* _Problem description_
Repeat, word for word, each of the records shown below, without their pictures.

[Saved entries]

----------

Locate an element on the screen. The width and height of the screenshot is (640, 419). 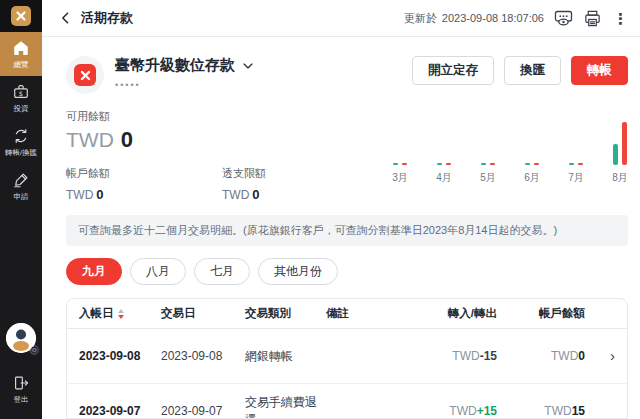
header-balance: 帳戶餘額 is located at coordinates (541, 314).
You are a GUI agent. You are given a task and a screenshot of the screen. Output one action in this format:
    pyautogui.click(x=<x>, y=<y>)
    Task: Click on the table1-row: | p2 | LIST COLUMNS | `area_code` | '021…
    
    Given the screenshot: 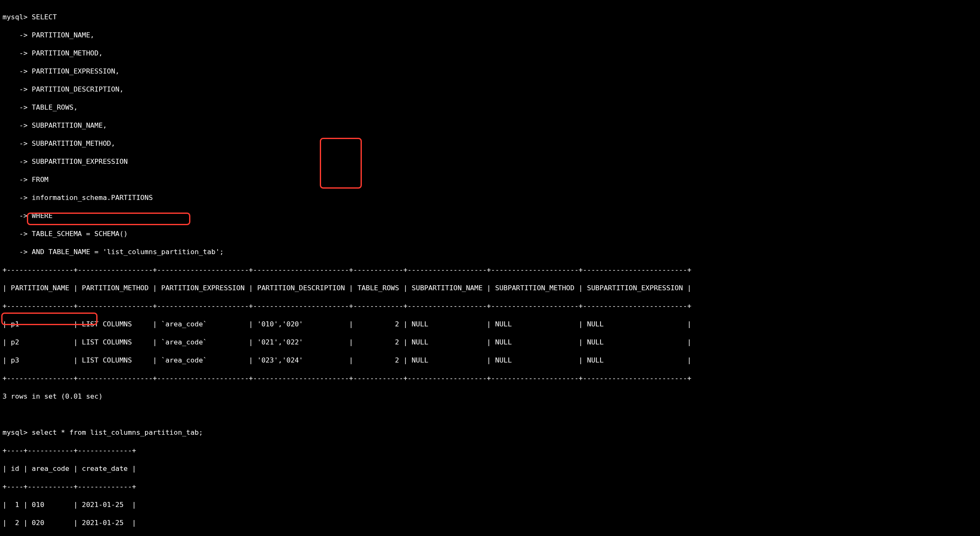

----------

* _Your response_
Locate an element on the screen. The width and height of the screenshot is (640, 419). 
header-balance: 帳戶餘額 is located at coordinates (541, 314).
You are a GUI agent. You are given a task and a screenshot of the screen. Output one action in this format:
    pyautogui.click(x=<x>, y=<y>)
    Task: Click on the table1-row: | p2 | LIST COLUMNS | `area_code` | '021…
    
    Given the screenshot: 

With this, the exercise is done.